There Was a Roar of Pain From the Sailor.

Young Butts quickly obeyed, though his own wrench he dropped into a hip pocket. He came on deck bearing the same heavy hitching weight that had been shied at the boat’s young skipper on the pier a few nights before.

“Like that better, do you?” asked Tom, his gaze lighting on it as Hank sprang on deck.

“Well, it might come handy,” replied the freckle-faced one, speculatively.

The three men left on the schooner had already hauled in their sheets and headed around in the effort to reach their own boat’s crew. But the “Rocket” ran swiftly up alongside.

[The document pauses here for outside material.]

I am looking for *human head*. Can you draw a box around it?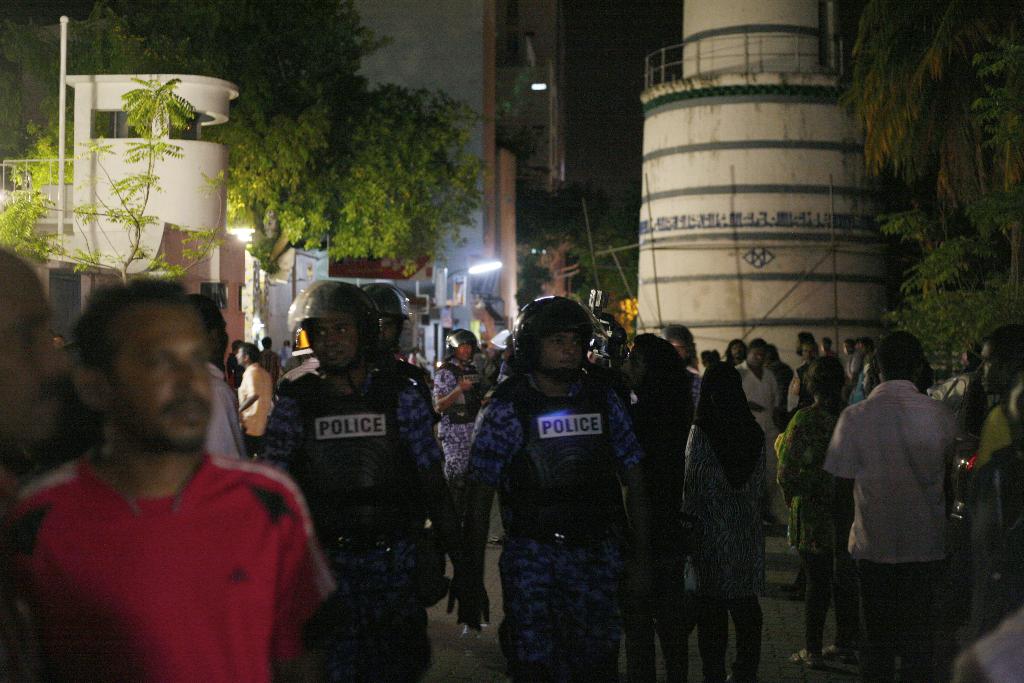
Sure, the bounding box is bbox=[666, 324, 696, 359].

“You keep away from us!” yelled the man at the schooner’s wheel.

“Don’t you believe it for a minute,” Captain Tom retorted. Joe and Hank were already at their stations with the grappling hooks.

“You’re acting like pirates, if you try to come aboard us,” shouted back the fellow at the schooner’s wheel.

“A fine lot you are, to talk about piracy,” retorted Captain Halstead, ironically. Then, by a piece of neat steering, he ran the motor boat up so close alongside that she almost grazed the other vessel.

“Let go the hooks!” he ordered. Hank and Joe threw the grapplers so that both made fast over the schooner’s rail. In the same instant Halstead shut off power. The schooner, if it remained under sail, could tow the “Rocket” now.